We are proud to have been part of the RAPIDO development process along with our partners at buildingcommunityWORKSHOP [bc], Community Development Corporation of Brownsville (CDCB), the Hazard Reduction and Recovery Center at Texas A&M, La Unión del Pueblo Entero and A Resource In Serving Equality and support from the State of Texas. It’s a model to rebuild homes quickly and at a low cost immediately after a disaster strikes, in contrast to the slow and inefficient way that Texas now deals with housing recovery.
RAPIDO allows families to move back into safe and secure shelters on their property in a matter of days after a disaster, thanks to pre-assembled modules that are easily erected. New, collaboratively designed homes are then built out around the module at the family’s chosen pace and budget, creating a much quicker and more equitable path back to housing for the low income households most at risk from disasters.
You can learn much more about RAPIDO at [bc]’s website or at CDCB’s, and see photos of the RAPIDO homes built during the pilot program supported by the state, which housed several Rio Grande Valley families displaced by disaster in beautiful new temp-to-perm homes (one family is pictured above).
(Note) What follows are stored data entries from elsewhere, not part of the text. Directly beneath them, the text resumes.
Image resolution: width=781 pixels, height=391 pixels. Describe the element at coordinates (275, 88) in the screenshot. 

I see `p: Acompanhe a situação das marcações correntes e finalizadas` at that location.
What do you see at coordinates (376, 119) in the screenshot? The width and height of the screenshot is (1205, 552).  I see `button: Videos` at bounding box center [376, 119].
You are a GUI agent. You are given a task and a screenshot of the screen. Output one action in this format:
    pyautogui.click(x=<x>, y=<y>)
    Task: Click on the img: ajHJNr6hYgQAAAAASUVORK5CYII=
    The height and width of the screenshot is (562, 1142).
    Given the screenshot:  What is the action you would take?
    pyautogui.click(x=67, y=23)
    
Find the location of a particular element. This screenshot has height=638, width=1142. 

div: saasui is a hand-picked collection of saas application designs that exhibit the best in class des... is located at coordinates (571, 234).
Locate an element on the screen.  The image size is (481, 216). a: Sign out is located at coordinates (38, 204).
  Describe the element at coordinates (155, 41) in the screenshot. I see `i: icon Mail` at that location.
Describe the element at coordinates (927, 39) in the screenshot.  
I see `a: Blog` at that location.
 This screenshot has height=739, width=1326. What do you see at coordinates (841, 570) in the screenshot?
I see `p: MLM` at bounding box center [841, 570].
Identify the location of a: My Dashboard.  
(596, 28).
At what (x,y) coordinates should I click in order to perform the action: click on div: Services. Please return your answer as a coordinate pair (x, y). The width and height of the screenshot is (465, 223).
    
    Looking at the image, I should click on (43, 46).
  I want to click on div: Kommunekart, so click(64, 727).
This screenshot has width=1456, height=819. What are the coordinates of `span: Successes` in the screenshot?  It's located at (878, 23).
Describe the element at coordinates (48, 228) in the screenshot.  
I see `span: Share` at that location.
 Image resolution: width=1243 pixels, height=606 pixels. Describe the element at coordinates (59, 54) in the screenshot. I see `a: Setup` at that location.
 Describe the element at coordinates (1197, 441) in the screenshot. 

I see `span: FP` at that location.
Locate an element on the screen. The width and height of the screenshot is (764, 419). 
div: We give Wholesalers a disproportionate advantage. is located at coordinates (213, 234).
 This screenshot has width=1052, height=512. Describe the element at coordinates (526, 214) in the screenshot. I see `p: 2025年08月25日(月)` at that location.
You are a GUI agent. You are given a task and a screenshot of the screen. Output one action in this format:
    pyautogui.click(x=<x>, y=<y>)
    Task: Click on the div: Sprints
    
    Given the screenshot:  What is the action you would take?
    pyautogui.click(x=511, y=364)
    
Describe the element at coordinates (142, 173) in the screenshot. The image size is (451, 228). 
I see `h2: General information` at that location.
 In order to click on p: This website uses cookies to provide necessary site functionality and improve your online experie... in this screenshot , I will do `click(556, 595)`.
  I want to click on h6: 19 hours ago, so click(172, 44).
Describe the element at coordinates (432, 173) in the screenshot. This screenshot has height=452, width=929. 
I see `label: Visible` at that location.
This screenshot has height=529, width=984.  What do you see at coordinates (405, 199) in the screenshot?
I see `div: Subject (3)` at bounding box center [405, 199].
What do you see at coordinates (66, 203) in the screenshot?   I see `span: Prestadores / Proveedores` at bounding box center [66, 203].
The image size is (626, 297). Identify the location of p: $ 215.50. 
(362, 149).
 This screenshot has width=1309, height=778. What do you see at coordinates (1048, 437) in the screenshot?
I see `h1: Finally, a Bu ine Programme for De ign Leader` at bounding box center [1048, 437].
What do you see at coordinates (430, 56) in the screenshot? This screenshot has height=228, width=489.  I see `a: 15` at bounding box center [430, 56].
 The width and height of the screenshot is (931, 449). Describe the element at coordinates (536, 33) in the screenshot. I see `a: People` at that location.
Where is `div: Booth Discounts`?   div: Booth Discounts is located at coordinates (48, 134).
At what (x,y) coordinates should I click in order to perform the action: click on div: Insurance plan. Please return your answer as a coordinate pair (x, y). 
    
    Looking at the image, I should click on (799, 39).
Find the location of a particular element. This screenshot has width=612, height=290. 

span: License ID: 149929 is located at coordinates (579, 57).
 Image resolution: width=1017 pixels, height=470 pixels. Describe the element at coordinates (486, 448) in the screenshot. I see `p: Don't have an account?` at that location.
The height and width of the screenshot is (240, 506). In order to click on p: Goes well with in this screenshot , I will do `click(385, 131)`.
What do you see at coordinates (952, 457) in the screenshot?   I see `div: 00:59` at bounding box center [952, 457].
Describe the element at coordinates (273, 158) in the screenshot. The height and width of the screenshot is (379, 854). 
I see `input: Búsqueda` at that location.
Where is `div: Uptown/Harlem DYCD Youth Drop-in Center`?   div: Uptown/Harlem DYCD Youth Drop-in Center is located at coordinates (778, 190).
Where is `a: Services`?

A proposal to expand on the pilot program, and make this award-winning model of disaster recovery the standard for many more Texas communities, received broad bipartisan support in the Texas Legislature in 2015 but failed to receive a vote before the crowded end-of-session deadline. The Texas Senate Intergovernmental Relations Committee is currently studying the program as one of its interim charges before the legislature reconvenes next year.